There is an idealistic point of view about rail transportation that is focused around the environment and around emotional needs. It’s OK to work toward those directions, but we can’t sacrifice the reality that air travel worldwide is the staple of transportation and economic growth. So as you grow and develop and do the cost/benefit of developing one mode, you shouldn’t sacrifice what’s already working for you. That’s where we are. If trains were the pragmatic mode of transportation for this world today, they wouldn’t have gone out of business in the first place.

At some point, though, the airline industry was young too and there wasn’t the infrastructure there.

That’s true. But as the aircrafts grew up and got better, the aircrafts and airports kind of grew together. They grew up incrementally taking baby steps as they went. And it wasn’t as expensive as, in essence, redoing the whole U.S. rail system. Operating this whole network of high-speed rail is something that is, to my knowledge, not being considered. The last thing the federal government needs is another system that can’t pay its way — another Amtrak. It doesn’t mean it can’t be done, though.

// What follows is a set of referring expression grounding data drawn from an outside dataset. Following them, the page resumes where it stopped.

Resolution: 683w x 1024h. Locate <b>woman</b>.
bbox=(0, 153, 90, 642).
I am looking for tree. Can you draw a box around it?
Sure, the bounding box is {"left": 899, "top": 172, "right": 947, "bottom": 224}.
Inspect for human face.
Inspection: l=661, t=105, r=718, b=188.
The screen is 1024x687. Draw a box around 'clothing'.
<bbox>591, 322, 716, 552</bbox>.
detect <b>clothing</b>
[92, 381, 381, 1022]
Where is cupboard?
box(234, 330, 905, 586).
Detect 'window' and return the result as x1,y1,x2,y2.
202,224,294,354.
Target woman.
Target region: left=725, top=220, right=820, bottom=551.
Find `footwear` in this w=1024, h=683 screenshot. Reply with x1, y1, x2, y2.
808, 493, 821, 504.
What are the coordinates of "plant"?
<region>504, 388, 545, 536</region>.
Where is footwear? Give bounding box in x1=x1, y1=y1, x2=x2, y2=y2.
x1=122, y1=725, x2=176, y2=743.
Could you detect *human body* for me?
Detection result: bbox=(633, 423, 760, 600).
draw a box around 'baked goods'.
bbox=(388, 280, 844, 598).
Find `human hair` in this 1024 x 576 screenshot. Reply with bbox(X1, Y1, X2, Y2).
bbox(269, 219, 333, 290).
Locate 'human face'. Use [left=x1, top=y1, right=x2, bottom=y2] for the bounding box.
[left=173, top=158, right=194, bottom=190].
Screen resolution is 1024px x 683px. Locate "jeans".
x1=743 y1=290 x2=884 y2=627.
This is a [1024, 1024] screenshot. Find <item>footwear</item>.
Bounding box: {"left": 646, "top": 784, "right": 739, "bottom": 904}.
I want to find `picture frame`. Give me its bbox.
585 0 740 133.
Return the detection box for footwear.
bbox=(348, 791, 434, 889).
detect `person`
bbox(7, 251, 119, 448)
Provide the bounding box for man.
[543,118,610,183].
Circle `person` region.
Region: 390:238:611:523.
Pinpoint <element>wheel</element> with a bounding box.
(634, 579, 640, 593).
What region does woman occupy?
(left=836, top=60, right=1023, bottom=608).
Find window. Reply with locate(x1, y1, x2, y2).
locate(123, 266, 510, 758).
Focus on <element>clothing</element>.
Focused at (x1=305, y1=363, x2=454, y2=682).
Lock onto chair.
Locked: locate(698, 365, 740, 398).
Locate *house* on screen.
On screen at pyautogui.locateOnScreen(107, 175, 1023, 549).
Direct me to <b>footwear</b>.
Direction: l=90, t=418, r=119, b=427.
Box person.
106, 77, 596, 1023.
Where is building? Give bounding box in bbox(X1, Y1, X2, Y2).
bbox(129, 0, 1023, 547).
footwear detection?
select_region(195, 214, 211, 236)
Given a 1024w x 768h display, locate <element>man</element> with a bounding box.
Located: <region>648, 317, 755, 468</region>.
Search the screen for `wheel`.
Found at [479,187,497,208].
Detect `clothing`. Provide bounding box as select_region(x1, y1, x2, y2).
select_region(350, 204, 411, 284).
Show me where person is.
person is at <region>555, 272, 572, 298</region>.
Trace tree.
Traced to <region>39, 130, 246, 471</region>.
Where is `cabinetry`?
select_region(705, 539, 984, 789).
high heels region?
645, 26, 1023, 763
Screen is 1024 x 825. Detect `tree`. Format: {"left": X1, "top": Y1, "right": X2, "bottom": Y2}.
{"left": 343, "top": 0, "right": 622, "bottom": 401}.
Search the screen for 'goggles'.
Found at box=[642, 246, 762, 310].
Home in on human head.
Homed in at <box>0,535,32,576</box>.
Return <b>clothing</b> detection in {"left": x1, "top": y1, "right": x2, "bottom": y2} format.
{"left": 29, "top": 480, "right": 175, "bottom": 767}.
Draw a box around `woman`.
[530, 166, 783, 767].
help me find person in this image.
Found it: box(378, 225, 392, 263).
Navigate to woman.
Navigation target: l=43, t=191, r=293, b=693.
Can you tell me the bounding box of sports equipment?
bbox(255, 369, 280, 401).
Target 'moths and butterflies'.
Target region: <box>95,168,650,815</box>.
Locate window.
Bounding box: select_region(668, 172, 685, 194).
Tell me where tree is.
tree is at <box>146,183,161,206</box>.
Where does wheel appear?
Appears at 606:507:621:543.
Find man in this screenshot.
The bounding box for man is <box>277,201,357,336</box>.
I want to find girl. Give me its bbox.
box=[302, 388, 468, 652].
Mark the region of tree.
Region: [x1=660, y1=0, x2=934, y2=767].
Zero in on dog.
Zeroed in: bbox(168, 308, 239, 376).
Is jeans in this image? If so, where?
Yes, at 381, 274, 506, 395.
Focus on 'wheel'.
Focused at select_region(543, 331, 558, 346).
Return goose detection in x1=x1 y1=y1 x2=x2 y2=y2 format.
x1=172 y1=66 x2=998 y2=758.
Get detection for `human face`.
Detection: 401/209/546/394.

How have things changed at the Capital Region International Airport over the last year?

On the surface, we’ve been battling for a three-year period. We went through the Delta/Northwest bankruptcy, came out of that and went through the merger. Lansing, like many cities, lost a lot of air service. When we went through the analysis side of it, we found that we had all this demand. Did it go away, have people lost interest in flying? Some had. I would say 10 percent to 15 percent of the public got fed up with flying and took a break. On the other hand, the rest of it was just people that were trying to get a seat anywhere they could. A majority of them went through Detroit.

What’s your vision of the Capital Region International Airport in the next 10, 15 years?

I think the (Capital Region Airport) Authority Board, from a strategic planning point of view, has really put this airport on the right course by expanding the strategic plan to include international focus. The Sun Country development is all because we went global. In the first four years since the board made that decision we’ve been investing in infrastructure. We established the airport as a U.S. Point of Entry and also as a foreign trade zone. The package of capital improvements and federal designations is what opened up the whole future for us.

What we are growing to be is a new generation of airport. It is our full strategic intent to ensure that Lansing grows to be the gateway to Michigan from an international point of view.

So the foundation has been laid, so to speak?

Exactly. That means, maybe 10 years from now, we’ll need a new terminal. But by that time we’ll have built the business up and everyone will say, “Of course.”